Before the end of the 2000–01 income year, if you could deduct amounts for capital expenditure on landcare operations see Landcare operations or water facilities see Water facilities you could choose a tax offset of 30%, instead of a deduction, for up to $5,000 of your expenditure on each of these things.
The tax offset is not available for expenditure incurred after the end of the 2000–01 income year.
As the tax offset for expenditure on landcare operations was able to be claimed in the year you incurred the expenditure, the offset is not available for the 2002–03 income year.
The tax offset for expenditure on water facilities is based on one-third of the expenditure in the year it was incurred and in each of the next two years. This means that if you chose the tax offset for expenditure you incurred in the 2000–01 income year, the tax offset is still able to be claimed for the 2002–03 income year. To choose the tax offset, your taxable income for the 2000–01 income year must have been $20,000 or less after notionally deducting the amount that you would have claimed for water facilities had you not chosen the tax offset.
Note: Any landcare and water facility tax offset that you cannot use in this income year can be carried forward to a later income year and may reduce the income tax that you would otherwise have to pay in that later income year. Before you apply the tax offset in a later income year, you must apply it to reduce certain amounts of net exempt income.
Capital expenditure deductible under the UCA
The UCA maintains the treatment of some capital expenditure and also introduces new deductions for some capital expenditure that did not previously attract a deduction. Most of these deductions are only available if the expenditure does not form part of the cost of a depreciating asset.
The following types of capital expenditure are deductible under the UCA:
- landcare operations, electricity connections or telephone lines incurred by primary producers and other landholders see Capital expenditure of primary producers and other landholders
- environmental protection activities see Environmental protection activities
- exploration and prospecting see Mining and quarrying and minerals transport
- rehabilitation of mining and quarrying sites see Mining and quarrying and minerals transport
- petroleum resource rent tax see Mining and quarrying and minerals transport
- certain capital expenditure directly connected with a project see Project pools
- certain business related costs see Business related costs-section 40-880 deductions.
Generally, to work out your deductions you need to reduce the expenditure by the amount of any GST input tax credits you are entitled to claim in relation to the expenditure. Increasing or decreasing adjustments that relate to the expenditure may be allowed as a deduction or included in assessable income, respectively. Special rules apply to input tax credits on expenditure allocated to a project pool see Project pools.
STS taxpayers (except primary producers) may deduct capital expenditure under these UCA rules only if the expenditure is not part of the cost of a depreciating asset. Primary producers who are STS taxpayers can choose to deduct certain depreciating assets under the UCA rules see STS taxpayers.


What this task involves => Output the span of lines from the one that contains "Identify the location" through the end of the records, inclusive, exactly as written and free of pictures.

○ ○ ○

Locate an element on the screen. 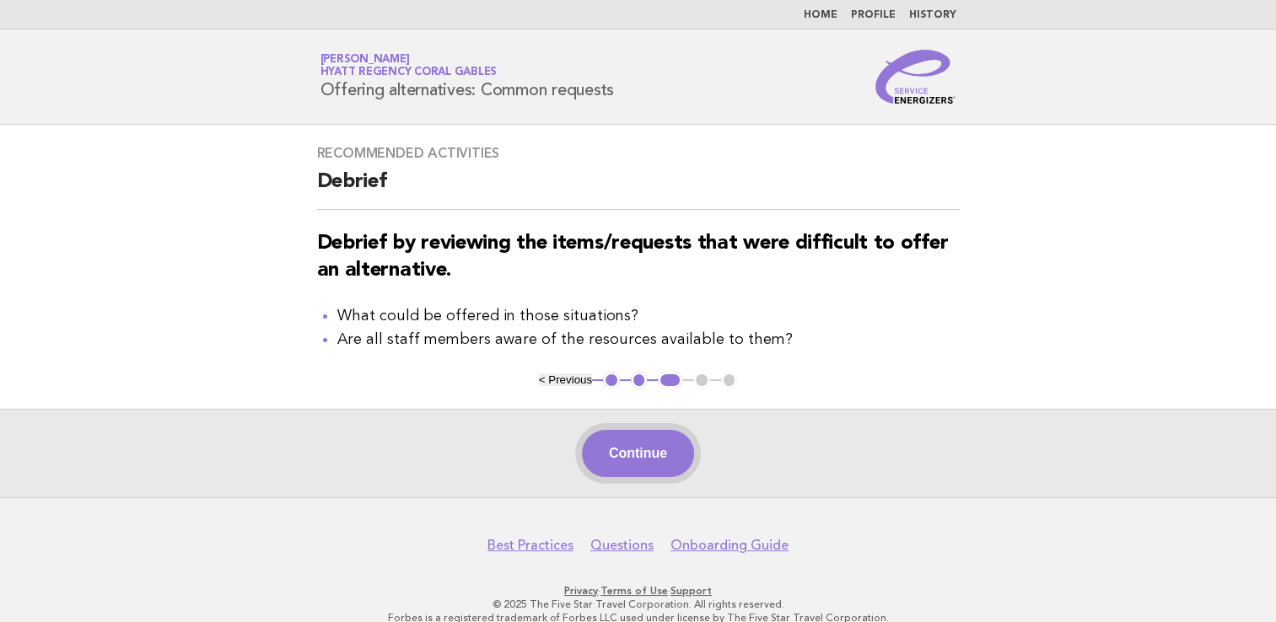 This screenshot has height=622, width=1276. h1: Offering alternatives: Common requests is located at coordinates (467, 77).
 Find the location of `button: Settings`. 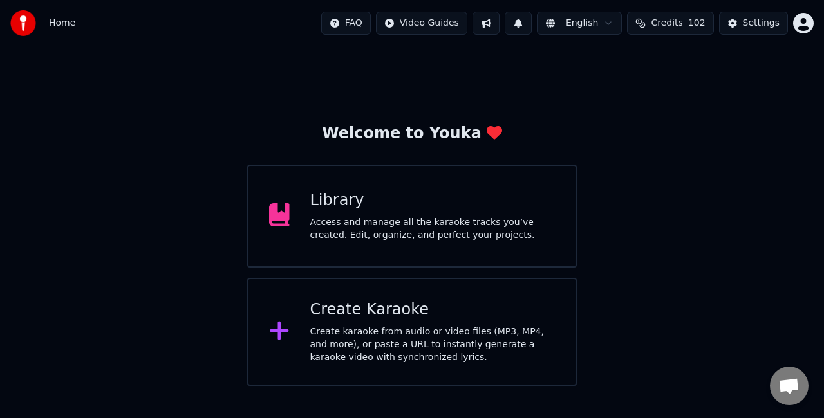

button: Settings is located at coordinates (753, 23).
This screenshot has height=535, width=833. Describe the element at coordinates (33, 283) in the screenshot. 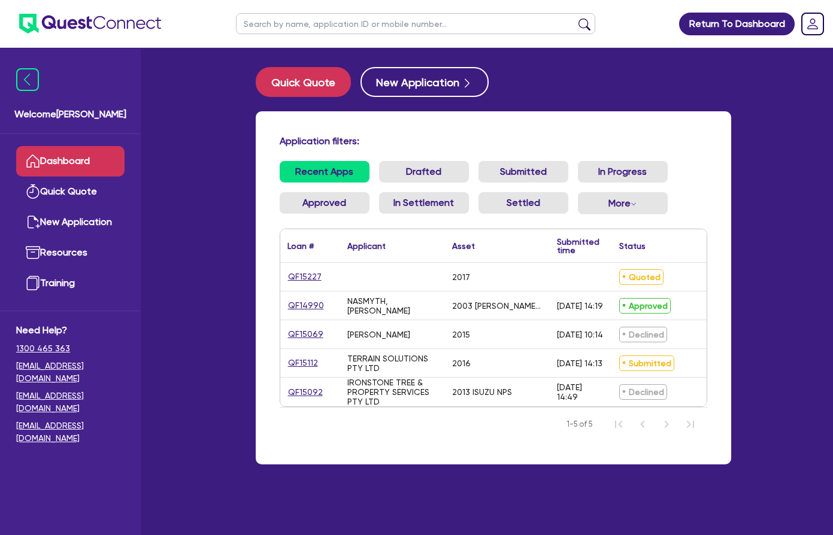

I see `img: training` at that location.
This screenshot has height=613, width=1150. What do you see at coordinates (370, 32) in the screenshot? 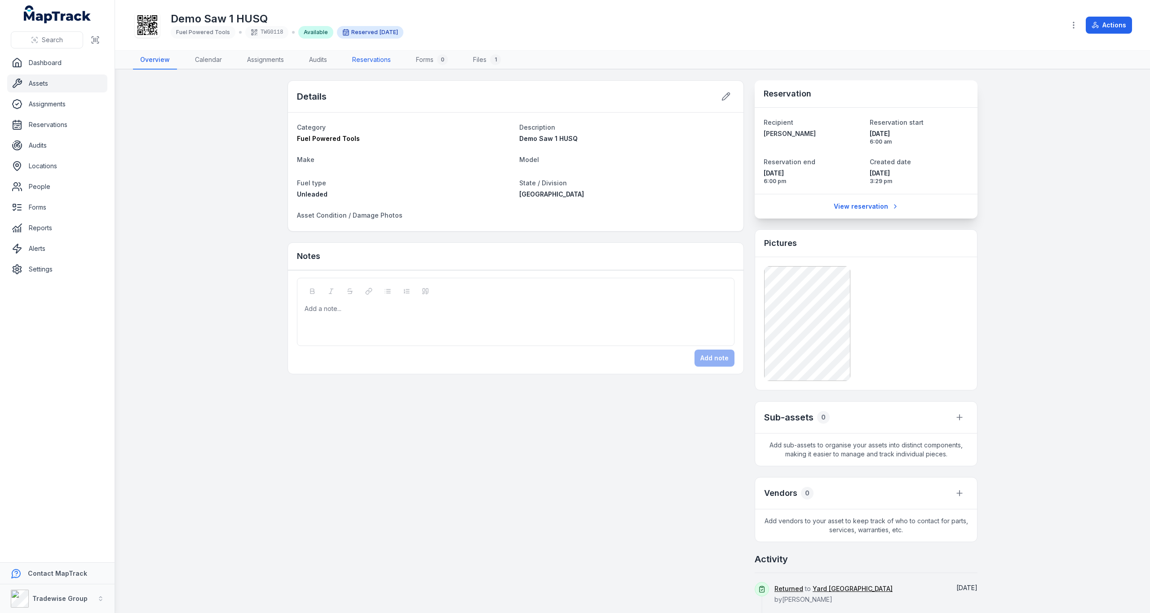
I see `div: Reserved` at bounding box center [370, 32].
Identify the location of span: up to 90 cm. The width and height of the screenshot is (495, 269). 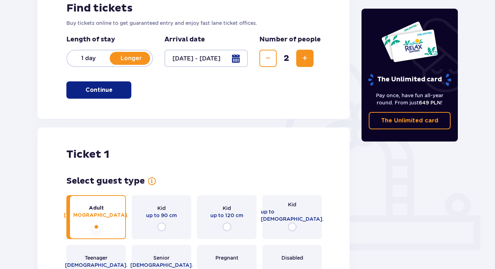
(161, 216).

○ ○ ○

Response for this exercise =>
Identify the location of span: up to 90 cm. The width and height of the screenshot is (495, 269). 
(161, 216).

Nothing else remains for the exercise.